Shakespeare's sonnets are often the first and perhaps the easiest entry point for beginning students. They are lovely little bite-sized poems that exist in discrete units which can be appreciated as works of deep emotion and literary beauty or in grand cycles in the poetic tradition that lead the reader through a flurry of emotion when read together with other similarly-themed sonnets. Most of all, they contain some of Shakespeare's most romantic and certainly most famous written passages.
Our study today tackles the sonnets from both angles.
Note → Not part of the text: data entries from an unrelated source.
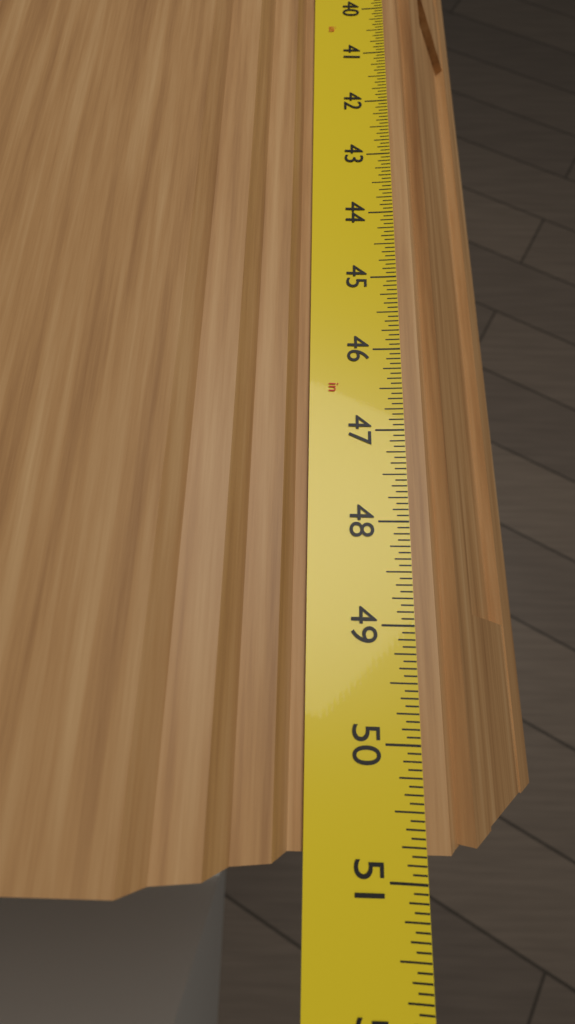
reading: 50.8125 in
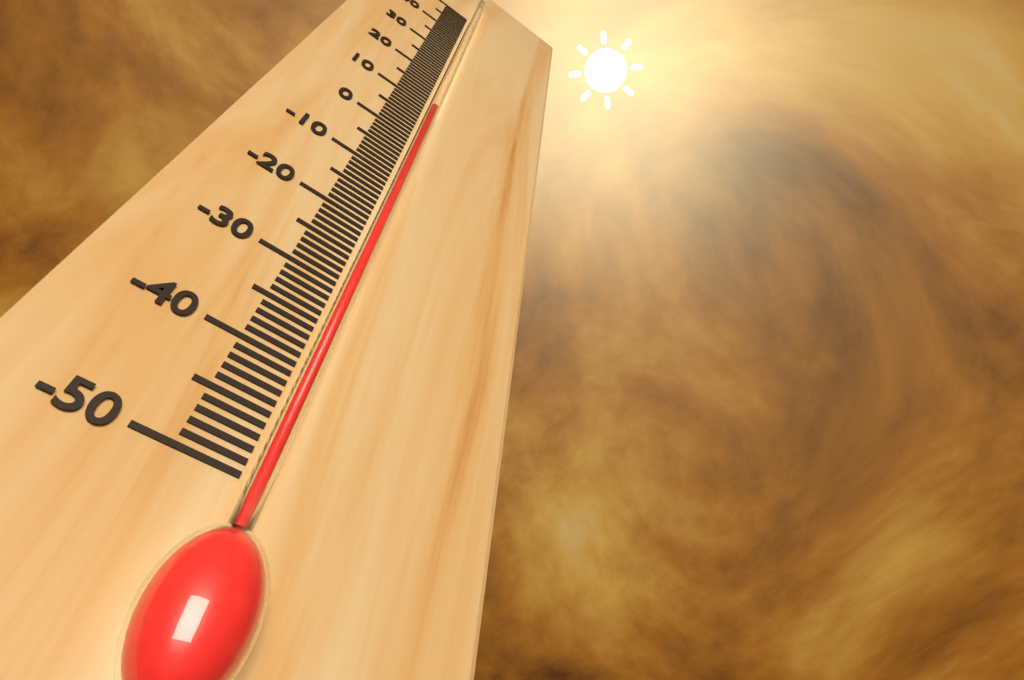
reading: 9 °C
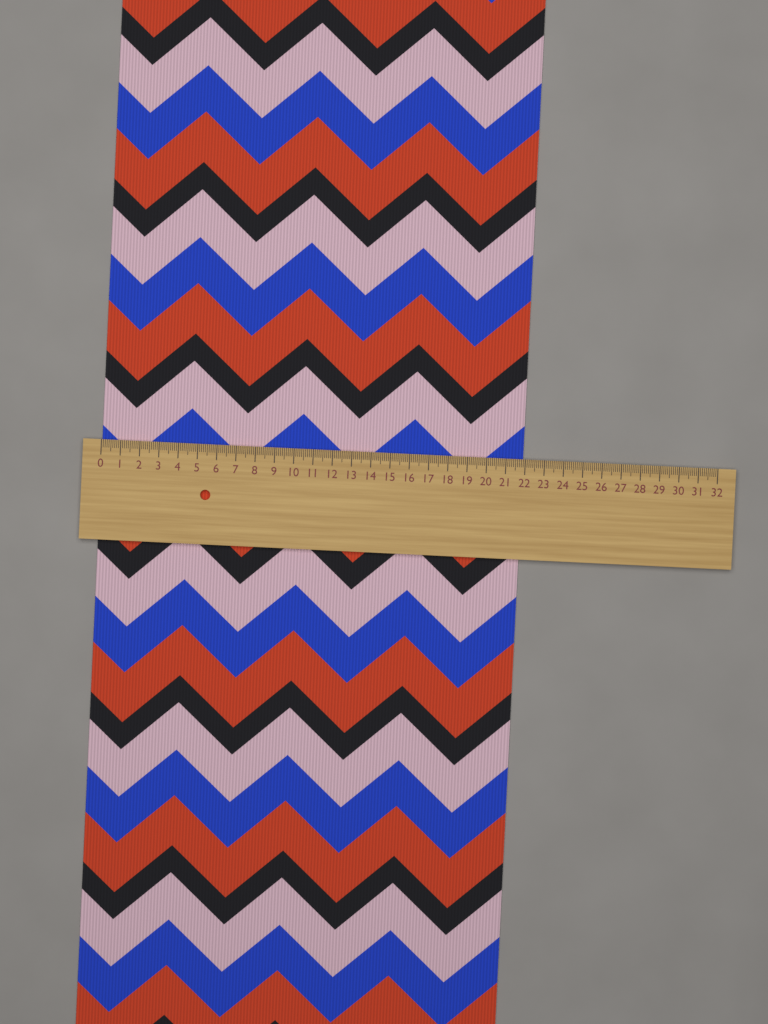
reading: 21.9 (no unit)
We consider the history of the sonnet and the tradition within which Shakespeare wrote his 154-cycle work of art, before branching out into the works themselves, looking at them within the three distinct groups scholars have identified and as works unto themselves.
Eternal Bickering
It's a new year, a new decade, and so our newly named "Eternal Bickering" segment sees us tackling the age-old question of how to read the sonnets: Should they be considered autobiographical or not?
Notes:
- List of Sonnets (with notes)
- An Outline of the Contents of Shakespeare's Sonnets
- The 8 Types of Sonnets and How to Tell Them Apart (check out the Terza Rima, Curtal, and Modern Sonnet!)
- A fascinating article from the British Library about Mary Fitton, scandalized by her out-of-wedlock pregnancy by Shakespeare's patron, the 3rd Earl of Pembroke, and candidate for Shakespeare's Dark Lady.